The years passed. They went with an incredible rapidity, and Harriet was now fifty. The feeling of insecurity had grown on her … She had no clear illumination, only a mournful acquiescence in her own futility, an almost physical sense of shrinkage, the crumbling away, bit by bit, of her beautiful and honourable self.

The characteristically elliptical brevity of those first sentences, Sinclair's experiment in translating imagist poetic principles to prose, can be seen as the precursor – or, depending on your point of view, the antidote – to the great and at times intimidatingly unwieldy modernist novels of the 1920s, Mrs Dalloway and Ulysses.

Yet, for all its merits, this is the only one of Sinclair's novels currently in print.
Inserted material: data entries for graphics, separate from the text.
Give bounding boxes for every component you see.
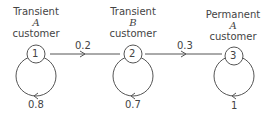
- self-loop-label-3: 1: [231, 100, 237, 111]
- state-label-3: Permanent A customer: [200, 9, 266, 42]
- state-id-3: 3: [230, 50, 236, 61]
- transition-label-1-2: 0.2: [75, 40, 91, 51]
- state-id-2: 2: [129, 48, 135, 59]
- state-label-1: Transient A customer: [6, 6, 66, 39]
- transition-label-2-3: 0.3: [177, 40, 193, 51]
- state-id-1: 1: [32, 48, 38, 59]
- state-label-2: Transient B customer: [103, 6, 163, 39]
- self-loop-label-2: 0.7: [125, 99, 141, 110]
- self-loop-label-1: 0.8: [28, 99, 44, 110]
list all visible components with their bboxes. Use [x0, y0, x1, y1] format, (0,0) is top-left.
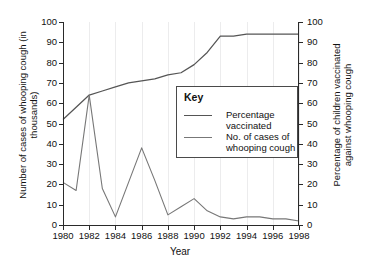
axis-tick-mark	[299, 42, 303, 43]
x-axis-line	[63, 225, 299, 226]
y-axis-left-line	[63, 22, 64, 226]
axis-tick-mark	[299, 226, 300, 230]
axis-tick-label: 10	[307, 199, 333, 210]
legend-swatch-vaccination	[184, 115, 212, 116]
axis-tick-mark	[59, 205, 63, 206]
axis-tick-mark	[273, 226, 274, 230]
axis-tick-mark	[142, 226, 143, 230]
axis-tick-mark	[220, 226, 221, 230]
axis-tick-mark	[115, 226, 116, 230]
axis-tick-label: 40	[307, 138, 333, 149]
axis-tick-label: 100	[31, 16, 57, 27]
axis-tick-mark	[63, 226, 64, 230]
axis-tick-mark	[59, 184, 63, 185]
axis-tick-label: 90	[307, 36, 333, 47]
legend-label-cases: No. of cases of whooping cough	[226, 131, 304, 153]
axis-tick-label: 80	[31, 57, 57, 68]
axis-tick-label: 90	[31, 36, 57, 47]
legend-label-vaccination: Percentage vaccinated	[226, 109, 304, 131]
axis-tick-mark	[299, 63, 303, 64]
axis-tick-mark	[299, 205, 303, 206]
y-axis-right-title: Percentage of children vaccinated agains…	[331, 30, 353, 200]
axis-tick-mark	[59, 144, 63, 145]
axis-tick-mark	[59, 83, 63, 84]
axis-tick-label: 20	[307, 178, 333, 189]
axis-tick-label: 50	[307, 118, 333, 129]
axis-tick-label: 0	[307, 219, 333, 230]
axis-tick-label: 60	[307, 97, 333, 108]
axis-tick-label: 10	[31, 199, 57, 210]
axis-tick-label: 70	[31, 77, 57, 88]
axis-tick-mark	[299, 83, 303, 84]
axis-tick-mark	[247, 226, 248, 230]
axis-tick-mark	[59, 164, 63, 165]
legend-swatch-cases	[184, 137, 212, 138]
legend-title: Key	[184, 91, 203, 103]
axis-tick-label: 50	[31, 118, 57, 129]
axis-tick-mark	[59, 63, 63, 64]
axis-tick-mark	[299, 103, 303, 104]
axis-tick-label: 40	[31, 138, 57, 149]
axis-tick-mark	[59, 103, 63, 104]
x-axis-title: Year	[60, 246, 300, 257]
axis-tick-mark	[299, 164, 303, 165]
axis-tick-label: 1998	[282, 230, 316, 241]
whooping-cough-chart: Number of cases of whooping cough (in th…	[0, 0, 367, 263]
axis-tick-mark	[299, 184, 303, 185]
axis-tick-mark	[89, 226, 90, 230]
axis-tick-label: 30	[307, 158, 333, 169]
axis-tick-mark	[59, 42, 63, 43]
axis-tick-mark	[59, 22, 63, 23]
axis-tick-label: 30	[31, 158, 57, 169]
axis-tick-label: 80	[307, 57, 333, 68]
axis-tick-mark	[59, 124, 63, 125]
axis-tick-mark	[168, 226, 169, 230]
y-axis-left-title: Number of cases of whooping cough (in th…	[17, 30, 39, 200]
axis-tick-mark	[299, 22, 303, 23]
axis-tick-label: 0	[31, 219, 57, 230]
axis-tick-label: 60	[31, 97, 57, 108]
axis-tick-label: 70	[307, 77, 333, 88]
legend-key: Key Percentage vaccinated No. of cases o…	[176, 86, 298, 158]
axis-tick-label: 20	[31, 178, 57, 189]
axis-tick-label: 100	[307, 16, 333, 27]
axis-tick-mark	[194, 226, 195, 230]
The Three Sisters (1914) – an atmospheric re-imagination of the Brontë story – and Mary Olivier (1919) – a quintessentially modernist "portrait of the artist as young (wo)man" published just as Joyce, Richardson and Woolf were also making their first forays into stream-of-consciousness prose – were both published by Virago in the 1980s, but both have since dropped from view. Earlier novels such as The Tysons (1898), The Divine Fire (1904) and The Creators (1910) – the latter the first novel to represent writing as a potentially central occupation of women's lives – have never been reprinted, despite their consummate artistry and insightful social and psychological realism.

For such an accomplished author, to have just one novel circulating in the 21st century is appalling. Sinclair was never a self-promoter (unlike most of her contemporaries) and seems to have suffered the consequences – there is no brash polemic, like Ezra Pound's "make it new" or Wyndham Lewis's incessant "blasting", to act as a platform from which all of her work appears radical or holistically comprehensible.

Indeed, perhaps the disadvantage of spanning such a wide timescale is that Sinclair's work is constantly changing and adapting to new conditions and ideas; her early New Woman novels bear little resemblance to her later modernist works, though there is little difference in quality. Instead, her fiction is infused with a plethora of influences, and it is this eclectic synthesis, rather than pure originality, which is Sinclair's strength. While academic circles are plagued with anxiety about whether such a popular and approachable author can ever be quite "literary" enough, she falls uncomfortably into the gap between the two. Whatever the reasons for her neglect, it has become a vicious circle: not being read means things go out of print, which means they're not read, which means they stay out of print …

But there are glimmers of hope. Sinclair's complete works are available on Project Gutenberg, and the May Sinclair Society, launched this month, will be organising discussions, conferences and yes, some long overdue new editions of her works. Perhaps this archetypal modernist will be rescued by that most modern of inventions, the internet.